Comics Room collection

 
Contents List

Biographical / Historical

Lynda Jean Barry was born on January 2, 1956 in Richland Center, WI. Her mother was a housekeeper of Filipino and Irish ancestry and her father was a meat cutter of Irish and Norwegian ancestry. She spent most of her childhood in a working-class racially diverse neighborhood in Seattle, where her Mother's Filipino relatives lived. Barry graduated from Evergreen State College in 1978, where her work was first published in the University of Washington Daily newspaper and she first took courses with her lifelong mentor Marilyn Frasca. The next year she began publishing Ernie Pook's Comeek in the Chicago Reader. It was syndicated in alternative newspapers until 2008. Her book-length publications include: comic collections such as The Greatest of Marlys, The Freddy Stories, and Blabber, Blabber, Blabber; the illustrated novel The Good Times are Killing Me, which Barry adapted into an award-winning Off-Broadway play; the "autobifictionalography" comic collection One! Hundred! Demons!; and award-winning graphic novels focused on the creative process of making comics including What It Is, Picture This, Syllabus: Notes from an Accidental Professor, and Making Comics.

In the spring term of 2012, Barry served as an artist in residence at the University of Wisconsin-Madison Arts Institute. In 2013 she became the Assistant Professor of Interdisciplinary Creativity. Her courses explore the transformative impact of drawing on self-expression, communication, and transdisciplinary research, particularly for students who do not consider themselves artists. From 2013-2018 Barry was in residence at the Wisconsin Institute for Discovery, where she ran exhibitions and held events and workshops at the Image Lab. In 2014, she founded the Drawbridge program, which paired graduate students with four-year-old co-researchers in order to help them explain and understand their work by drawing. In 2016 she was chosen as the first recipient of the Chazen Family Distinguished Chair in Art. The endowment allowed Barry to hire teaching assistants and buy tools such as a scanner and copier. In 2017 she taught at the Clarion writers workshop.

Jeff Butler was born on February 26, 1958 in Madison, Wisconsin. He is an illustrator, cartoonist, and 3-D artist known for his work illustrating products for role-playing games including Dungeons and Dragons, and comics including The Green Hornet. Butler took Barry's course as a student in 2018, and the next year he began teaching comics courses at UW-Madison.

The Comics Room in the George L. Mosse Humanities Building is a popular community workspace used by students, alumni, and workshop attendees equipped with art supplies, a color copier, and a comics library funded by the Chazen Family Endowment. Barry hosts open studio hours on Sundays. The community recently founded an online Discord group, where students and alumni share their art and complete drawing prompts. Comics students refer to themselves using "comics names", or nicknames based on favorite characters. Barry takes on a new alias each year, such as Professor Ratfink. As a group, comics students and alumni are referred to as "comics cousins."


EXERCISE DIRECTIONS: Reply with nothing but the number of lines in the data below where the word "caption" occurs.
--- START ---
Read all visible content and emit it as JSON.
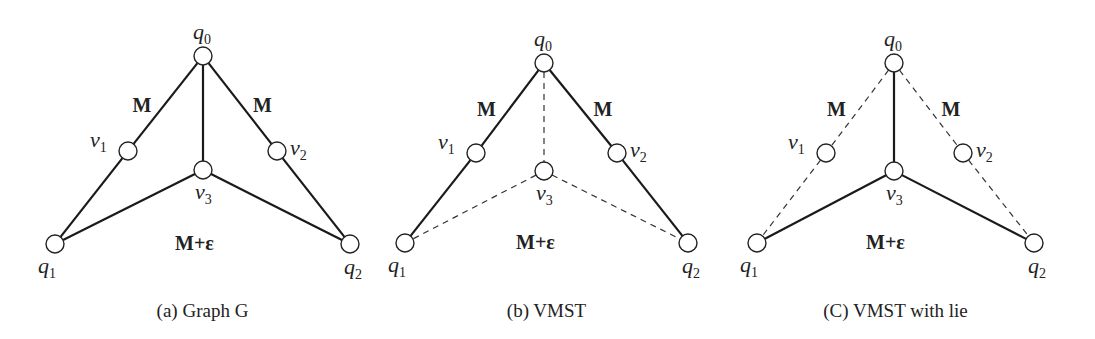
{
  "figure": {
    "panels": [
      {
        "id": "a",
        "caption": "(a) Graph G",
        "nodes": {
          "q0": {
            "label": "q",
            "sub": "0",
            "x": 203,
            "y": 56
          },
          "v1": {
            "label": "v",
            "sub": "1",
            "x": 128,
            "y": 151
          },
          "v2": {
            "label": "v",
            "sub": "2",
            "x": 277,
            "y": 151
          },
          "v3": {
            "label": "v",
            "sub": "3",
            "x": 203,
            "y": 170
          },
          "q1": {
            "label": "q",
            "sub": "1",
            "x": 55,
            "y": 244
          },
          "q2": {
            "label": "q",
            "sub": "2",
            "x": 350,
            "y": 244
          }
        },
        "edges": [
          {
            "from": "q0",
            "to": "v1",
            "style": "solid"
          },
          {
            "from": "v1",
            "to": "q1",
            "style": "solid"
          },
          {
            "from": "q0",
            "to": "v2",
            "style": "solid"
          },
          {
            "from": "v2",
            "to": "q2",
            "style": "solid"
          },
          {
            "from": "q0",
            "to": "v3",
            "style": "solid"
          },
          {
            "from": "v3",
            "to": "q1",
            "style": "solid"
          },
          {
            "from": "v3",
            "to": "q2",
            "style": "solid"
          }
        ],
        "weights": {
          "left": "M",
          "right": "M",
          "bottom": "M+ε"
        }
      },
      {
        "id": "b",
        "caption": "(b) VMST",
        "nodes": {
          "q0": {
            "label": "q",
            "sub": "0",
            "x": 544,
            "y": 63
          },
          "v1": {
            "label": "v",
            "sub": "1",
            "x": 476,
            "y": 153
          },
          "v2": {
            "label": "v",
            "sub": "2",
            "x": 617,
            "y": 153
          },
          "v3": {
            "label": "v",
            "sub": "3",
            "x": 544,
            "y": 171
          },
          "q1": {
            "label": "q",
            "sub": "1",
            "x": 405,
            "y": 243
          },
          "q2": {
            "label": "q",
            "sub": "2",
            "x": 688,
            "y": 243
          }
        },
        "edges": [
          {
            "from": "q0",
            "to": "v1",
            "style": "solid"
          },
          {
            "from": "v1",
            "to": "q1",
            "style": "solid"
          },
          {
            "from": "q0",
            "to": "v2",
            "style": "solid"
          },
          {
            "from": "v2",
            "to": "q2",
            "style": "solid"
          },
          {
            "from": "q0",
            "to": "v3",
            "style": "dashed"
          },
          {
            "from": "v3",
            "to": "q1",
            "style": "dashed"
          },
          {
            "from": "v3",
            "to": "q2",
            "style": "dashed"
          }
        ],
        "weights": {
          "left": "M",
          "right": "M",
          "bottom": "M+ε"
        }
      },
      {
        "id": "c",
        "caption": "(C) VMST with lie",
        "nodes": {
          "q0": {
            "label": "q",
            "sub": "0",
            "x": 894,
            "y": 63
          },
          "v1": {
            "label": "v",
            "sub": "1",
            "x": 826,
            "y": 153
          },
          "v2": {
            "label": "v",
            "sub": "2",
            "x": 963,
            "y": 153
          },
          "v3": {
            "label": "v",
            "sub": "3",
            "x": 894,
            "y": 171
          },
          "q1": {
            "label": "q",
            "sub": "1",
            "x": 757,
            "y": 243
          },
          "q2": {
            "label": "q",
            "sub": "2",
            "x": 1034,
            "y": 243
          }
        },
        "edges": [
          {
            "from": "q0",
            "to": "v1",
            "style": "dashed"
          },
          {
            "from": "v1",
            "to": "q1",
            "style": "dashed"
          },
          {
            "from": "q0",
            "to": "v2",
            "style": "dashed"
          },
          {
            "from": "v2",
            "to": "q2",
            "style": "dashed"
          },
          {
            "from": "q0",
            "to": "v3",
            "style": "solid"
          },
          {
            "from": "v3",
            "to": "q1",
            "style": "solid"
          },
          {
            "from": "v3",
            "to": "q2",
            "style": "solid"
          }
        ],
        "weights": {
          "left": "M",
          "right": "M",
          "bottom": "M+ε"
        }
      }
    ]
  }
}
--- END ---
ANSWER: 3